“Burned House” Mystery: Why Did This Ancient Culture Torch Its Own Homes Every 60 Years?
The arsons were no accident, archaeological evidence suggests.
Meat and the Free Market
Significant political changes in three major global cities fueled experimentation with laissez-faire economics, which had peculiar effects on the meat market.
Pius “Mau” Piailug: Master Navigator of Micronesia
Mau used traditional skills to guide a canoe from Hawaiʻi to Tahiti, sharing his navigational knowledge with others to keep the wayfinding traditions alive.
Cape Town, South Africa
Although the apartheid era continues to cast its shadow on Cape Town, many of its neighborhoods have been enjoying a renaissance as tourist destinations.

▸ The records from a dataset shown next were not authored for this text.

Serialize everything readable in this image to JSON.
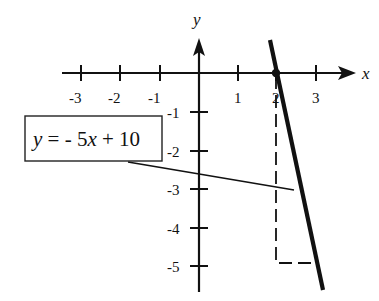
{
  "figure": {
    "x_axis_label": "x",
    "y_axis_label": "y",
    "x_ticks": [
      {
        "label": "-3",
        "value": -3
      },
      {
        "label": "-2",
        "value": -2
      },
      {
        "label": "-1",
        "value": -1
      },
      {
        "label": "1",
        "value": 1
      },
      {
        "label": "2",
        "value": 2
      },
      {
        "label": "3",
        "value": 3
      }
    ],
    "y_ticks": [
      {
        "label": "-1",
        "value": -1
      },
      {
        "label": "-2",
        "value": -2
      },
      {
        "label": "-3",
        "value": -3
      },
      {
        "label": "-4",
        "value": -4
      },
      {
        "label": "-5",
        "value": -5
      }
    ],
    "equation": {
      "y": "y",
      "eq_minus": " = - 5",
      "x": "x",
      "rest": " + 10"
    },
    "line": {
      "slope": -5,
      "intercept": 10,
      "x_intercept": 2
    },
    "slope_triangle": {
      "run": 1,
      "rise": -5,
      "from": [
        2,
        0
      ],
      "corner": [
        2,
        -5
      ],
      "to": [
        3,
        -5
      ]
    },
    "colors": {
      "ink": "#111111",
      "background": "#ffffff"
    }
  }
}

The Surprising Contents of an American POW’s Journal
There were 35 million prisoners of war held during World War II. One soldier's diary full of collages and drawings brings a human dimension to that number.
Women, Partition, and Violence
The 1947 partition of India and creation of Pakistan came with a hefty price—especially for the subcontinent’s women.
Making Egypt’s Museums
The world’s largest archaeological museum is poised to open on the Giza Plateau, building on two centuries of museum planning and development.
Spanish Colonists were Desperate for European Food
Spanish colonists in the Americas were terrified that their essential humors would change if they ate local food.
How Sailors Brought the World Home
In the seventeenth and eighteenth centuries, sailors gained a knowledge of the world and access to exotic goods unlike anything other non-elites could imagine.
Policing Radicals: Britain vs. the United States
British policing of Communism before and into the Cold War has often been compared favorably with America’s witch-hunt hysteria. But was it really better?